William Everdell, for example, has argued that modernism began in the 1870s, when metaphorical ( or ontological ) continuity began to yield to the discrete with mathematician Richard Dedekind's ( 1831 – 1916 ) Dedekind cut, and Ludwig Boltzmann's ( 1844 – 1906 ) statistical thermodynamics.
* Neutral vector ( statistics ), a multivariate random variable is neutral if it exhibits a particular type of statistical independence seen when considering the Dirichlet distribution
Little further research in machine translation was conducted until the late 1980s, when the first statistical machine translation systems were developed.
Statistical natural-language processing uses stochastic, probabilistic and statistical methods to resolve some of the difficulties discussed above, especially those which arise because longer sentences are highly ambiguous when processed with realistic grammars, yielding thousands or millions of possible analyses.
From the end of World War II until 1971, when John Rawls published A Theory of Justice, political philosophy declined in the Anglo-American academic world, as analytic philosophers expressed skepticism about the possibility that normative judgments had cognitive content, and political science turned toward statistical methods and behavioralism.

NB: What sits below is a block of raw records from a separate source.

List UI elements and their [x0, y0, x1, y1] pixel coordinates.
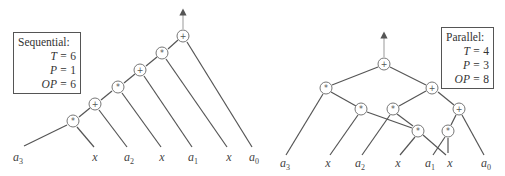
leaf-a2: a2 — [355, 156, 365, 172]
sequential-metric-p: P = 1 — [18, 63, 76, 77]
sequential-metric-op: OP = 6 — [18, 77, 76, 91]
leaf-x: x — [226, 150, 231, 165]
multiply-node: * — [412, 125, 424, 137]
sequential-title: Sequential: — [18, 35, 76, 49]
multiply-node: * — [320, 82, 332, 94]
svg-text:*: * — [160, 49, 164, 58]
svg-text:+: + — [137, 66, 144, 75]
svg-text:*: * — [359, 105, 363, 114]
svg-text:+: + — [381, 60, 388, 69]
add-node: + — [378, 58, 390, 70]
leaf-a1: a1 — [425, 156, 435, 172]
svg-text:+: + — [456, 105, 463, 114]
multiply-node: * — [156, 47, 168, 59]
svg-text:*: * — [116, 83, 120, 92]
multiply-node: * — [67, 115, 79, 127]
parallel-title: Parallel: — [446, 30, 489, 44]
multiply-node: * — [442, 125, 454, 137]
svg-text:*: * — [391, 105, 395, 114]
sequential-metric-t: T = 6 — [18, 49, 76, 63]
leaf-a0: a0 — [249, 150, 259, 166]
parallel-info-box: Parallel: T = 4 P = 3 OP = 8 — [441, 27, 494, 89]
add-node: + — [89, 98, 101, 110]
svg-text:+: + — [92, 100, 99, 109]
add-node: + — [134, 64, 146, 76]
svg-text:*: * — [416, 127, 420, 136]
parallel-metric-t: T = 4 — [446, 44, 489, 58]
leaf-x: x — [447, 156, 452, 171]
parallel-metric-p: P = 3 — [446, 58, 489, 72]
leaf-x: x — [159, 150, 164, 165]
sequential-info-box: Sequential: T = 6 P = 1 OP = 6 — [13, 32, 81, 94]
svg-text:*: * — [324, 84, 328, 93]
parallel-metric-op: OP = 8 — [446, 72, 489, 86]
leaf-x: x — [395, 156, 400, 171]
leaf-a3: a3 — [280, 156, 290, 172]
leaf-a3: a3 — [13, 150, 23, 166]
leaf-a1: a1 — [188, 150, 198, 166]
leaf-a0: a0 — [481, 156, 491, 172]
add-node: + — [426, 82, 438, 94]
svg-text:+: + — [180, 32, 187, 41]
svg-text:+: + — [429, 84, 436, 93]
multiply-node: * — [355, 103, 367, 115]
multiply-node: * — [112, 81, 124, 93]
multiply-node: * — [387, 103, 399, 115]
svg-text:*: * — [71, 117, 75, 126]
leaf-a2: a2 — [124, 150, 134, 166]
leaf-x: x — [325, 156, 330, 171]
add-node: + — [177, 30, 189, 42]
svg-text:*: * — [446, 127, 450, 136]
add-node: + — [453, 103, 465, 115]
leaf-x: x — [92, 150, 97, 165]
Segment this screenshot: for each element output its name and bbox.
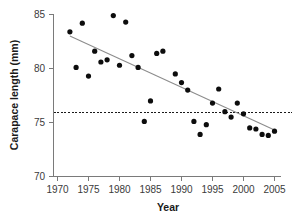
data-point — [216, 86, 221, 91]
y-tick-label: 70 — [34, 171, 46, 182]
chart-svg: 85 80 75 70 1970 1975 1980 1985 1990 199… — [0, 0, 301, 223]
y-axis-title: Carapace length (mm) — [8, 40, 20, 150]
x-axis-title: Year — [157, 201, 179, 213]
scatter-chart: 85 80 75 70 1970 1975 1980 1985 1990 199… — [0, 0, 301, 223]
data-point — [222, 109, 227, 114]
x-tick-label: 1995 — [201, 184, 224, 195]
data-point — [129, 53, 134, 58]
data-point — [179, 80, 184, 85]
data-point — [260, 132, 265, 137]
data-point — [142, 119, 147, 124]
data-point — [148, 98, 153, 103]
y-tick-label: 85 — [34, 9, 46, 20]
x-tick-label: 1985 — [139, 184, 162, 195]
x-tick-label: 1980 — [108, 184, 131, 195]
y-tick-label: 80 — [34, 63, 46, 74]
data-point — [229, 115, 234, 120]
data-points-layer — [67, 13, 277, 138]
data-point — [105, 57, 110, 62]
data-point — [235, 100, 240, 105]
data-point — [185, 88, 190, 93]
data-point — [80, 21, 85, 26]
data-point — [154, 51, 159, 56]
data-point — [74, 65, 79, 70]
data-point — [160, 49, 165, 54]
data-point — [67, 29, 72, 34]
data-point — [111, 13, 116, 18]
data-point — [117, 63, 122, 68]
x-axis-ticks: 1970 1975 1980 1985 1990 1995 2000 2005 — [46, 177, 286, 196]
data-point — [204, 122, 209, 127]
x-tick-label: 1990 — [170, 184, 193, 195]
x-tick-label: 2000 — [232, 184, 255, 195]
y-tick-label: 75 — [34, 117, 46, 128]
data-point — [210, 100, 215, 105]
data-point — [241, 111, 246, 116]
data-point — [92, 49, 97, 54]
data-point — [247, 125, 252, 130]
data-point — [253, 126, 258, 131]
data-point — [198, 132, 203, 137]
x-tick-label: 1970 — [46, 184, 69, 195]
data-point — [266, 133, 271, 138]
data-point — [86, 73, 91, 78]
data-point — [191, 119, 196, 124]
data-point — [123, 19, 128, 24]
x-tick-label: 1975 — [77, 184, 100, 195]
y-axis-ticks: 85 80 75 70 — [34, 9, 54, 182]
data-point — [272, 129, 277, 134]
x-tick-label: 2005 — [263, 184, 286, 195]
data-point — [136, 65, 141, 70]
data-point — [98, 59, 103, 64]
data-point — [173, 71, 178, 76]
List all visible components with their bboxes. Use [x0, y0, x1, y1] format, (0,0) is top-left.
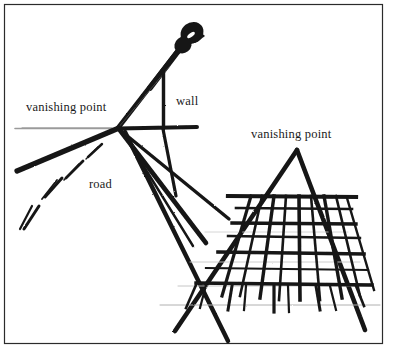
wall-base-line	[118, 127, 197, 129]
road-label: road	[89, 178, 112, 191]
vanishing-point-right-label: vanishing point	[251, 128, 331, 141]
facade-floor-4	[218, 252, 364, 254]
wall-label: wall	[176, 95, 198, 108]
facade-floor-6	[196, 283, 372, 285]
perspective-drawing	[0, 0, 399, 357]
facade-floor-1	[236, 208, 352, 209]
figure-canvas: vanishing point vanishing point wall roa…	[0, 0, 399, 357]
facade-leg-6	[288, 286, 289, 312]
facade-vertical-5	[299, 196, 300, 300]
facade-floor-2	[232, 223, 356, 224]
vanishing-point-left-label: vanishing point	[26, 101, 106, 114]
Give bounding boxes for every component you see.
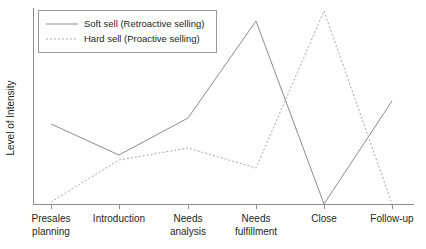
chart-container: Level of Intensity PresalesplanningIntro… [0, 0, 426, 249]
x-tick-label-0-line0: Presales [32, 213, 71, 224]
line-chart: Level of Intensity PresalesplanningIntro… [0, 0, 426, 249]
x-tick-label-5-line0: Follow-up [370, 213, 414, 224]
x-tick-label-3-line0: Needs [242, 213, 271, 224]
x-axis-ticks [51, 204, 392, 209]
x-tick-label-2-line1: analysis [170, 226, 206, 237]
x-axis-tick-labels: PresalesplanningIntroductionNeedsanalysi… [32, 213, 415, 237]
x-tick-label-4-line0: Close [311, 213, 337, 224]
x-tick-label-0-line1: planning [32, 226, 70, 237]
legend-label-hard-sell: Hard sell (Proactive selling) [84, 33, 200, 44]
x-tick-label-3-line1: fulfillment [235, 226, 277, 237]
legend-label-soft-sell: Soft sell (Retroactive selling) [84, 18, 204, 29]
x-tick-label-1-line0: Introduction [93, 213, 145, 224]
x-tick-label-2-line0: Needs [174, 213, 203, 224]
chart-legend: Soft sell (Retroactive selling) Hard sel… [38, 10, 216, 52]
y-axis-label: Level of Intensity [5, 80, 16, 155]
legend-box [38, 10, 216, 52]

Our research, however, demonstrates that when study participants are placed in real, rather than hypothetical, bargaining situations and are presented with accurate information regarding their statistical probability of success, just as they might be so informed by their attorney or the government during a criminal plea negotiation, innocent defendants are highly risk-averse.
Rhine, along with associate Karl Zener, had developed a statistical system of testing for ESP that involved subjects guessing what symbol, out of five possible symbols, would appear when going through a special deck of cards designed for this purpose.
In physics, specifically statistical mechanics, a population inversion occurs when a system ( such as a group of atoms or molecules ) exists in a state with more members in an excited state than in lower energy states.
Differences between Cattell and Eysenck emerged due to preferences for different forms of factor analysis, with Cattell using oblique, Eysenck orthogonal rotation to analyze the factors that emerged when personality questionnaires were subjected to statistical analysis.
An important guide for making these choices is the correspondence principle, which states that the predictions of quantum mechanics reduce to those of classical mechanics when a system moves to higher energies or — equivalently — larger quantum numbers, i. e. whereas a single particle exhibits a degree of randomness, in systems incorporating millions of particles averaging takes over and, at the high energy limit, the statistical probability of random behaviour approaches zero.
* a statistical model of the random process that is supposed to generate the data, which is known when randomization has been used, and
When a statistical procedure has been specified in the study protocol, then statistical theory provides well-defined probability statements for the method when applied to all populations that could have arisen from the randomization used to generate the data.